Democrat
"debates" - visceral hate for President Bush and little else
Not to open this column like a high school research paper, but sometimes you just have to point out the painfully obvious in order to make your point. According to Webster, the definition of the word debate is to Òengage in argument by discussing opposing viewsÓ and that has been what Americans have come to expect when candidates say that they are going to have a debate. In politics the purpose of a debate is to distinguish the position or character of one candidate from other candidates in the same race. Unfortunately, Democrats running for president think that the purpose of a debate is to stand on a stage and distinguish themselves from President Bush instead of their opponents.
There have been a few forums held by Democrats this year Ð all of them designed to pander to particular interest groups; one thing can be said for liberals: they know how to design a red meat message for Bush hating audiences. When Democrats talk to labor groups they attack the Bush administration for unemployment rates that are the result of Democratic regulatory restrictions and tax laws that run companies out of business. When Democrats debate in front of Hispanics they call Republicans racist because they want to control illegal immigration and deny Osama bin Laden a California driver license. On Tuesday Democrats debated for the Congressional Black Caucus and they pulled out everything but the kitchen sink to show President Bush as a member of the Klan whose policies affect only black people.
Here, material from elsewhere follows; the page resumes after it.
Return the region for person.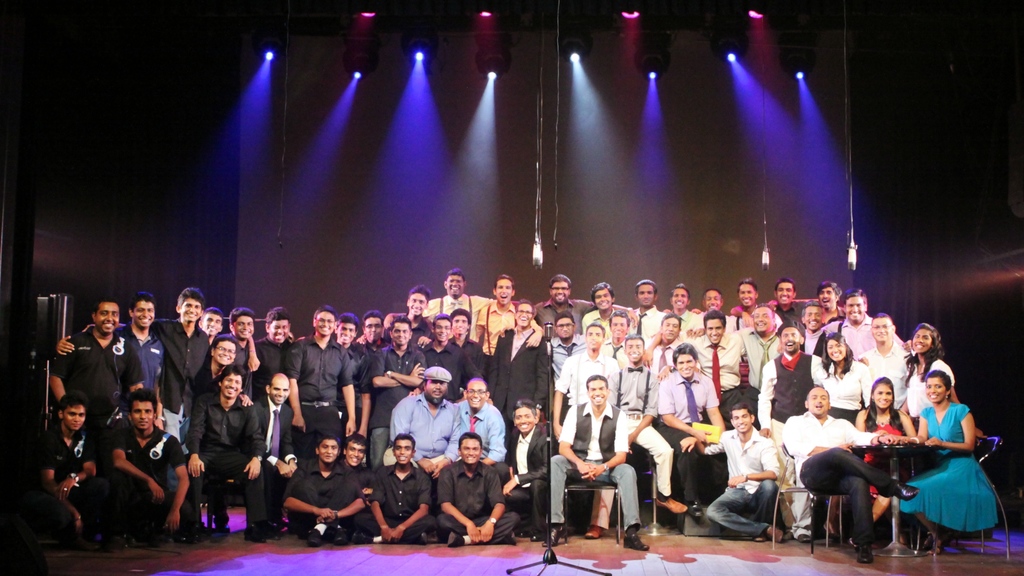
[436, 431, 518, 545].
The problem with Democratic debates is that they do everything except debate.
With nine candidates in the race for the Democratic nomination to compete with President Bush next November you would think that all of the candidates would be fighting one another in order to get ahead. The undeniable front runner in the race so far is former Vermont governor Howard Dean who leads in Iowa and New Hampshire (once considered must wins for fellow candidates John Kerry and Richard Gephardt) and if I were an opponent of Howard Dean I would be fighting tooth and nail to distinguish myself from him so that I could siphon some votes and pull ahead. Political primaries are all about momentum and if you start out by losing states that you should win the momentum is lost and you have to get out of the race.
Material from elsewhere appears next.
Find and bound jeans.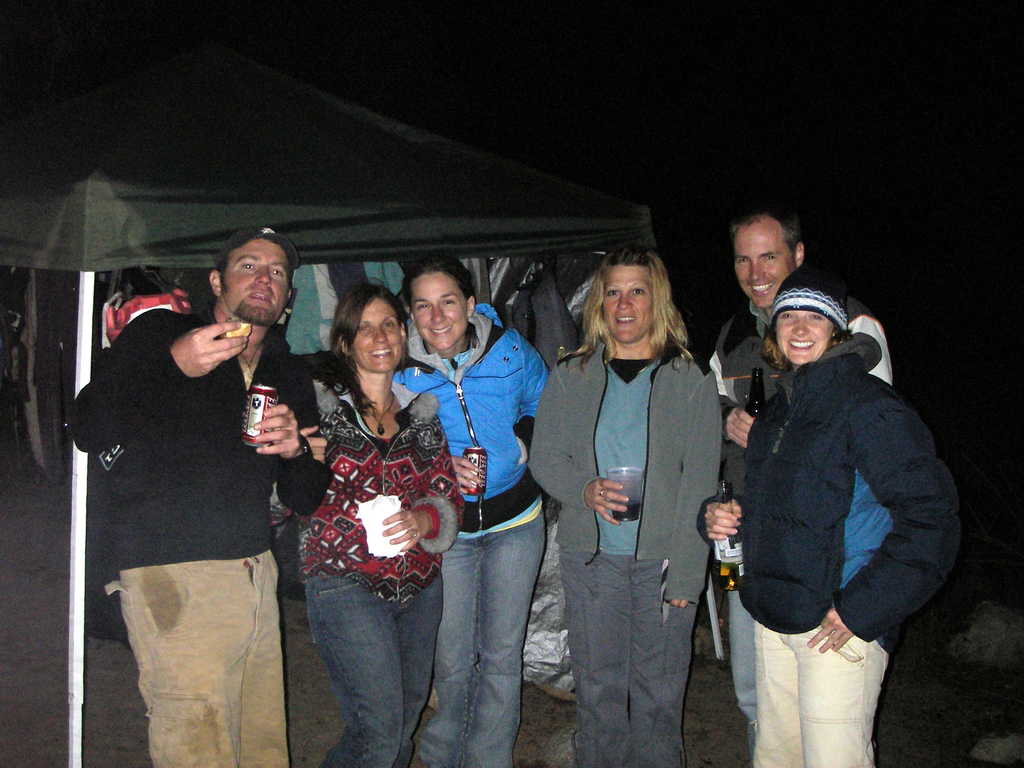
Bound: x1=440, y1=503, x2=543, y2=767.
No candidates at any debate have done anything that would distinguish them from the other eight. There is no message about how any of them would fight the war on terror, no plan for how any of them would nurture the already recovering economy and nothing in their rhetoric about why the American people should fire President Bush and replace him with one of them. It seems that the Democrats can do nothing while on stage except call the President of the United States "a miserable failure," an "abomination," a "gang leader" and a "bully."
Worse than the adolescent name calling by men and women who want to lead the free world and command the most powerful military on the planet is the doom and gloom message that they canÕt get away from. You would think that the people of the United States were living in dire poverty, that people were dying in the streets from disease and that the environment was being destroyed to a point where we had to all live in bubbles. The economy is strong Ð not as strong as it can be, but certainly not anything like we saw in the late 1970s, but you wouldnÕt know it listening to Democrats.
If you believe Democrats America is destined for failure in every aspect of our existence: the war in Iraq is now a quagmire after only six months (forgetting our decades of support to nations after World War II), the American people are sickly and frail who are looking to government to help them and being turned away (despite the enormous increases in federal spending for social programs), and President Bush is an idiot who forgot that Osama bin Laden killed 3,000 people just two years ago. You have to wonder if liberals really believe that America is that bad off.
Democrats have a chance to distinguish themselves over the course of the next few months in more ÒdebatesÓ where they will undoubtedly bash President Bush in order to appeal to their vitriolic liberal base. If their pessimistic view of America continues then George Bush will sweep even the blue states into victory next November. Americans like optimism and there is nothing optimistic in the Democratic message Ð that favors Republicans and there is nothing wrong with that.